NOTES

A Thousand Plateaus (Book Review)

A Thousand Plateaus by Gilles Deleuze & Felix Guattari

“The question is not: is it true? But: does it work? What new thoughts does it make possible to think? What new emotion does it make possible to feel? What new sensations and perceptions does it open in the body?” Brian Massumi, translator.

There is no way to “review” this book, any more than there is a way to review the experience of witnessing sunlight over the course of one’s life. But there are clearly themes. For instance, the speed with which this book taught me just how much how much work I still have to do in slipping out of my internalization of the State. My habitual duty to sanctioned mind, reinforced by my participation in/with public institutions of all shapes and sizes, including the vanguarded traditions of psychology and philosophy. Have you glimpsed the ways you have performed the supression of your thoughts in the very act of “deciding” what books are worthy of reading? Or the pathways of thought you’ve cut off by reading chapters in the order they were “intended”? I have, and am appalled. Such is the impact of this book. It lays bare thoughts long mulled over in the private inner sanctums of the mind. It foregrounds assumptions long forgotten. Makes evident knee-jerk patterns of meaning making.

Recently, while reading a book of poems by Eileen Myles (I Must be Living Twice), I realized that I am far less faithful to linearity when reading poetry. My peripheral vision speaks up. Words enter my awarness in less predictable patterns. I allow myself to play with possible patterns of seeing, reading, circling back. I let myself linger; closing the book to give memories a chance to surface and body sensations a chance to speak. I do this with poetry, yet less so with prose, and even less so with anything I deem to be a “empirical research”. What practives might encourage us to flag points of departure when we engage with the artifacts of other minds? Isn’t that why we read books in the first place? To gather seeds? Do we assume we should only collet the seeds that have been carefully layed out for us, or do we, as with poetic readings, assume the pantry of documented thought is ours to plunder at will?

The partnership that is Deleuze & Guittari is itself worthy of rumination. A philosopher and a psychiatrist building works/worlds between themselves and inviting us to join them in their radical deprioritization of self in service of discovery. I’m reminded of my own explorations of co-discovery. For years I would end my calls with writer/artist Deborah Black with the nagging feeling that we should record and transcribe our dialogues. We could sense there was something other than our individual parts. A third “self” emerging between us. And in recent years it seems I have been gathering evidence to support that the study of such emergence lies at the center of the catalyst that will break the fever dream of this fantasy era of reductionism. A break that will sober us up to the unknowable forms of system thinking/making/researching that have been happening all along outside the fortress walls of certainty.

This is not simply the province of network science. System effects emerge everwhere, especially in the dealings between complex organisms like humans. Weather and traffic patterns are not the only places to question “what are the nodes and what are the edges?“. Complexity modeling can happen in any direction, at any time. A zen science. Although perhaps a bit more greedy than true Zazen, as we are thirsty for moments of stabilized meanings and the surfacing of hypotheses to test. We play with desire long enough to feel a sense of propulsion, yet know in some part of ourselves that it is a temporary folly. We believe in fixed nature long enough to see new ways of breaking it. The song of the rhizome, which Deleuze & Guitarri so clearly have learned to sing, stirs structured/unstructured cacophonies in multiple directions at once. Drunken choirs mashed with eloquent lectures, and all the murmurings between.

As I read this book I observe the need for decentralization. The need for minds to unlearn the habit of localisation. Self at the center. Self against other(s). Incessent tree thinking. Self as root. Memory as root. Desire as root. Are we ready to release upon our tidy thought structures a swarm of tori and rhizomatic proliferation? Can we do so without rupturing the necessary tools of mind-making? What ARE the necessary tools of mind-making? This book provides medicine, but what is the right dose? Why do we allow academics to binge on such medicine, while the average businesswoman scarecely hears of such lenses of self-understanding/self-making/self-unravelling? Deleuze & Guittari are never mentioned in The Economist or the New Yorker. Where do we begin to broaden the participation in this conversation that has been roiling in academia for decades?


Go through the data and copy every line exactly, but not the images.

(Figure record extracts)

------

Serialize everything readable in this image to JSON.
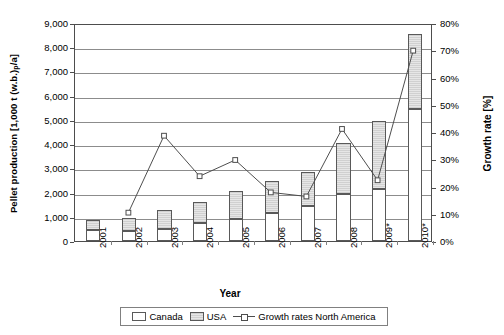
{
  "chart_data": {
    "type": "bar",
    "title": "",
    "xlabel": "Year",
    "ylabel": "Pellet production [1,000 t (w.b.)p/a]",
    "ylabel_main": "Pellet production [1,000 t (w.b.)",
    "ylabel_sub": "p",
    "ylabel_tail": "/a]",
    "y2label": "Growth rate [%]",
    "categories": [
      "2001",
      "2002",
      "2003",
      "2004",
      "2005",
      "2006",
      "2007",
      "2008",
      "2009*",
      "2010*"
    ],
    "ylim": [
      0,
      9000
    ],
    "y2lim": [
      0,
      80
    ],
    "yticks": [
      "0",
      "1,000",
      "2,000",
      "3,000",
      "4,000",
      "5,000",
      "6,000",
      "7,000",
      "8,000",
      "9,000"
    ],
    "ytick_values": [
      0,
      1000,
      2000,
      3000,
      4000,
      5000,
      6000,
      7000,
      8000,
      9000
    ],
    "y2ticks": [
      "0%",
      "10%",
      "20%",
      "30%",
      "40%",
      "50%",
      "60%",
      "70%",
      "80%"
    ],
    "y2tick_values": [
      0,
      10,
      20,
      30,
      40,
      50,
      60,
      70,
      80
    ],
    "grid": true,
    "legend_position": "bottom",
    "series": [
      {
        "name": "Canada",
        "type": "bar-stacked",
        "color": "#ffffff",
        "values": [
          450,
          400,
          500,
          750,
          900,
          1150,
          1450,
          1950,
          2150,
          5450
        ]
      },
      {
        "name": "USA",
        "type": "bar-stacked",
        "color": "#d9d9d9",
        "values": [
          400,
          550,
          800,
          850,
          1180,
          1320,
          1420,
          2100,
          2800,
          3100
        ]
      },
      {
        "name": "Growth rates North America",
        "type": "line",
        "axis": "secondary",
        "color": "#4d4d4d",
        "marker": "open-square",
        "values": [
          null,
          10.5,
          39,
          24,
          30,
          18,
          16.5,
          41.5,
          22.5,
          70.5
        ]
      }
    ],
    "totals": [
      850,
      950,
      1300,
      1600,
      2080,
      2470,
      2870,
      4050,
      4950,
      8550
    ]
  },
  "legend": {
    "items": [
      {
        "label": "Canada",
        "swatch": "white-box"
      },
      {
        "label": "USA",
        "swatch": "gray-box"
      },
      {
        "label": "Growth rates North America",
        "swatch": "line-marker"
      }
    ]
  }
}
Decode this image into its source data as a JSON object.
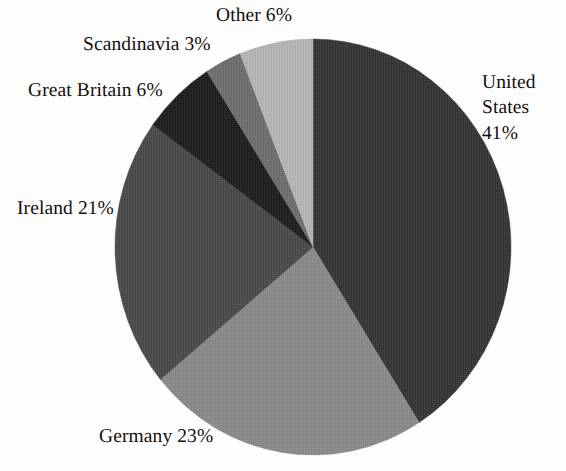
{
  "figure": {
    "background_color": "#fdfdfd",
    "text_color": "#14100e"
  },
  "chart_data": {
    "type": "pie",
    "title": "",
    "xlabel": "",
    "ylabel": "",
    "legend_position": "none",
    "labels_position": "outside",
    "grid": false,
    "start_angle_deg": 0,
    "direction": "clockwise",
    "total_percent": 100,
    "categories": [
      "United States",
      "Germany",
      "Ireland",
      "Great Britain",
      "Scandinavia",
      "Other"
    ],
    "values": [
      41,
      23,
      21,
      6,
      3,
      6
    ],
    "colors": [
      "#353535",
      "#8a8a8a",
      "#4a4a4a",
      "#1e1e1e",
      "#6e6e6e",
      "#b5b5b5"
    ],
    "slices": [
      {
        "name": "United States",
        "value": 41,
        "label": "United\nStates\n41%",
        "color": "#353535"
      },
      {
        "name": "Germany",
        "value": 23,
        "label": "Germany 23%",
        "color": "#8a8a8a"
      },
      {
        "name": "Ireland",
        "value": 21,
        "label": "Ireland 21%",
        "color": "#4a4a4a"
      },
      {
        "name": "Great Britain",
        "value": 6,
        "label": "Great Britain 6%",
        "color": "#1e1e1e"
      },
      {
        "name": "Scandinavia",
        "value": 3,
        "label": "Scandinavia 3%",
        "color": "#6e6e6e"
      },
      {
        "name": "Other",
        "value": 6,
        "label": "Other 6%",
        "color": "#b5b5b5"
      }
    ]
  },
  "geometry": {
    "center_x": 313,
    "center_y": 247,
    "radius_x": 198,
    "radius_y": 208
  }
}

------

- [SOLVED EXERCISE]
Serialize everything readable in this image to JSON.
{
  "chart_data": {
    "type": "bar",
    "title": "",
    "xlabel": "Year",
    "ylabel": "Pellet production [1,000 t (w.b.)p/a]",
    "ylabel_main": "Pellet production [1,000 t (w.b.)",
    "ylabel_sub": "p",
    "ylabel_tail": "/a]",
    "y2label": "Growth rate [%]",
    "categories": [
      "2001",
      "2002",
      "2003",
      "2004",
      "2005",
      "2006",
      "2007",
      "2008",
      "2009*",
      "2010*"
    ],
    "ylim": [
      0,
      9000
    ],
    "y2lim": [
      0,
      80
    ],
    "yticks": [
      "0",
      "1,000",
      "2,000",
      "3,000",
      "4,000",
      "5,000",
      "6,000",
      "7,000",
      "8,000",
      "9,000"
    ],
    "ytick_values": [
      0,
      1000,
      2000,
      3000,
      4000,
      5000,
      6000,
      7000,
      8000,
      9000
    ],
    "y2ticks": [
      "0%",
      "10%",
      "20%",
      "30%",
      "40%",
      "50%",
      "60%",
      "70%",
      "80%"
    ],
    "y2tick_values": [
      0,
      10,
      20,
      30,
      40,
      50,
      60,
      70,
      80
    ],
    "grid": true,
    "legend_position": "bottom",
    "series": [
      {
        "name": "Canada",
        "type": "bar-stacked",
        "color": "#ffffff",
        "values": [
          450,
          400,
          500,
          750,
          900,
          1150,
          1450,
          1950,
          2150,
          5450
        ]
      },
      {
        "name": "USA",
        "type": "bar-stacked",
        "color": "#d9d9d9",
        "values": [
          400,
          550,
          800,
          850,
          1180,
          1320,
          1420,
          2100,
          2800,
          3100
        ]
      },
      {
        "name": "Growth rates North America",
        "type": "line",
        "axis": "secondary",
        "color": "#4d4d4d",
        "marker": "open-square",
        "values": [
          null,
          10.5,
          39,
          24,
          30,
          18,
          16.5,
          41.5,
          22.5,
          70.5
        ]
      }
    ],
    "totals": [
      850,
      950,
      1300,
      1600,
      2080,
      2470,
      2870,
      4050,
      4950,
      8550
    ]
  },
  "legend": {
    "items": [
      {
        "label": "Canada",
        "swatch": "white-box"
      },
      {
        "label": "USA",
        "swatch": "gray-box"
      },
      {
        "label": "Growth rates North America",
        "swatch": "line-marker"
      }
    ]
  }
}
Decode this image into its source data as a JSON object.
{
  "figure": {
    "background_color": "#fdfdfd",
    "text_color": "#14100e"
  },
  "chart_data": {
    "type": "pie",
    "title": "",
    "xlabel": "",
    "ylabel": "",
    "legend_position": "none",
    "labels_position": "outside",
    "grid": false,
    "start_angle_deg": 0,
    "direction": "clockwise",
    "total_percent": 100,
    "categories": [
      "United States",
      "Germany",
      "Ireland",
      "Great Britain",
      "Scandinavia",
      "Other"
    ],
    "values": [
      41,
      23,
      21,
      6,
      3,
      6
    ],
    "colors": [
      "#353535",
      "#8a8a8a",
      "#4a4a4a",
      "#1e1e1e",
      "#6e6e6e",
      "#b5b5b5"
    ],
    "slices": [
      {
        "name": "United States",
        "value": 41,
        "label": "United\nStates\n41%",
        "color": "#353535"
      },
      {
        "name": "Germany",
        "value": 23,
        "label": "Germany 23%",
        "color": "#8a8a8a"
      },
      {
        "name": "Ireland",
        "value": 21,
        "label": "Ireland 21%",
        "color": "#4a4a4a"
      },
      {
        "name": "Great Britain",
        "value": 6,
        "label": "Great Britain 6%",
        "color": "#1e1e1e"
      },
      {
        "name": "Scandinavia",
        "value": 3,
        "label": "Scandinavia 3%",
        "color": "#6e6e6e"
      },
      {
        "name": "Other",
        "value": 6,
        "label": "Other 6%",
        "color": "#b5b5b5"
      }
    ]
  },
  "geometry": {
    "center_x": 313,
    "center_y": 247,
    "radius_x": 198,
    "radius_y": 208
  }
}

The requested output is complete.